_EXERCISE:_
All the records below must be returned exactly as they stand.

_GIVEN RECORDS:_
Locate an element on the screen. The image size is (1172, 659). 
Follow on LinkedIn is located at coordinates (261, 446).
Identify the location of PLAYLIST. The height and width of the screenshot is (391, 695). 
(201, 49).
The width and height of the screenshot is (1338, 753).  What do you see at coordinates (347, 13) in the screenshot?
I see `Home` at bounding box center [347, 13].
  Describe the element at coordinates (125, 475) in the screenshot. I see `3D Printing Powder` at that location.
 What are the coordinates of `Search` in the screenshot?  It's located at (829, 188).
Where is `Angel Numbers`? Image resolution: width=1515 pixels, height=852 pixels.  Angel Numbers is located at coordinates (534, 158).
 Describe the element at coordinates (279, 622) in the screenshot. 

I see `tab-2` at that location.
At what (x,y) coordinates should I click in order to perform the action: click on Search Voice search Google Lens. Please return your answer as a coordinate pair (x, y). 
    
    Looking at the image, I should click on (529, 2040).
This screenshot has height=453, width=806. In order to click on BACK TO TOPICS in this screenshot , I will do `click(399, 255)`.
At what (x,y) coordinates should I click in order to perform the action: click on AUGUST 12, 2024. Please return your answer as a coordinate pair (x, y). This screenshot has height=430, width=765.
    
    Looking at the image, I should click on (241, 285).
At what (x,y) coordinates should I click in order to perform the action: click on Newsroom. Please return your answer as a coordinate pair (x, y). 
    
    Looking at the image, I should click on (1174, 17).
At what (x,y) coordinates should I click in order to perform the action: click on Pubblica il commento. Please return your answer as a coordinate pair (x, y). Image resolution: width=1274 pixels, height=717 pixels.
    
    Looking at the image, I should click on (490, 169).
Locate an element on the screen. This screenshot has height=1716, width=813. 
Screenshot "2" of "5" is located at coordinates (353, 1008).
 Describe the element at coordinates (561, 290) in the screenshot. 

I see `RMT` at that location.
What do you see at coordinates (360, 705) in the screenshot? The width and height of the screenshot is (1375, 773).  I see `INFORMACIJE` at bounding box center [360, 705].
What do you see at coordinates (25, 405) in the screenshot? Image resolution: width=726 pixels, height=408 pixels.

_ANSWER TO THIS TASK:_
Locate an element on the screen. The image size is (1172, 659). 
Follow on LinkedIn is located at coordinates (261, 446).
Identify the location of PLAYLIST. The height and width of the screenshot is (391, 695). 
(201, 49).
The width and height of the screenshot is (1338, 753).  What do you see at coordinates (347, 13) in the screenshot?
I see `Home` at bounding box center [347, 13].
  Describe the element at coordinates (125, 475) in the screenshot. I see `3D Printing Powder` at that location.
 What are the coordinates of `Search` in the screenshot?  It's located at (829, 188).
Where is `Angel Numbers`? Image resolution: width=1515 pixels, height=852 pixels.  Angel Numbers is located at coordinates (534, 158).
 Describe the element at coordinates (279, 622) in the screenshot. 

I see `tab-2` at that location.
At what (x,y) coordinates should I click in order to perform the action: click on Search Voice search Google Lens. Please return your answer as a coordinate pair (x, y). 
    
    Looking at the image, I should click on (529, 2040).
This screenshot has height=453, width=806. In order to click on BACK TO TOPICS in this screenshot , I will do `click(399, 255)`.
At what (x,y) coordinates should I click in order to perform the action: click on AUGUST 12, 2024. Please return your answer as a coordinate pair (x, y). This screenshot has height=430, width=765.
    
    Looking at the image, I should click on (241, 285).
At what (x,y) coordinates should I click in order to perform the action: click on Newsroom. Please return your answer as a coordinate pair (x, y). 
    
    Looking at the image, I should click on (1174, 17).
At what (x,y) coordinates should I click in order to perform the action: click on Pubblica il commento. Please return your answer as a coordinate pair (x, y). Image resolution: width=1274 pixels, height=717 pixels.
    
    Looking at the image, I should click on (490, 169).
Locate an element on the screen. This screenshot has height=1716, width=813. 
Screenshot "2" of "5" is located at coordinates (353, 1008).
 Describe the element at coordinates (561, 290) in the screenshot. 

I see `RMT` at that location.
What do you see at coordinates (360, 705) in the screenshot? The width and height of the screenshot is (1375, 773).  I see `INFORMACIJE` at bounding box center [360, 705].
What do you see at coordinates (25, 405) in the screenshot? Image resolution: width=726 pixels, height=408 pixels.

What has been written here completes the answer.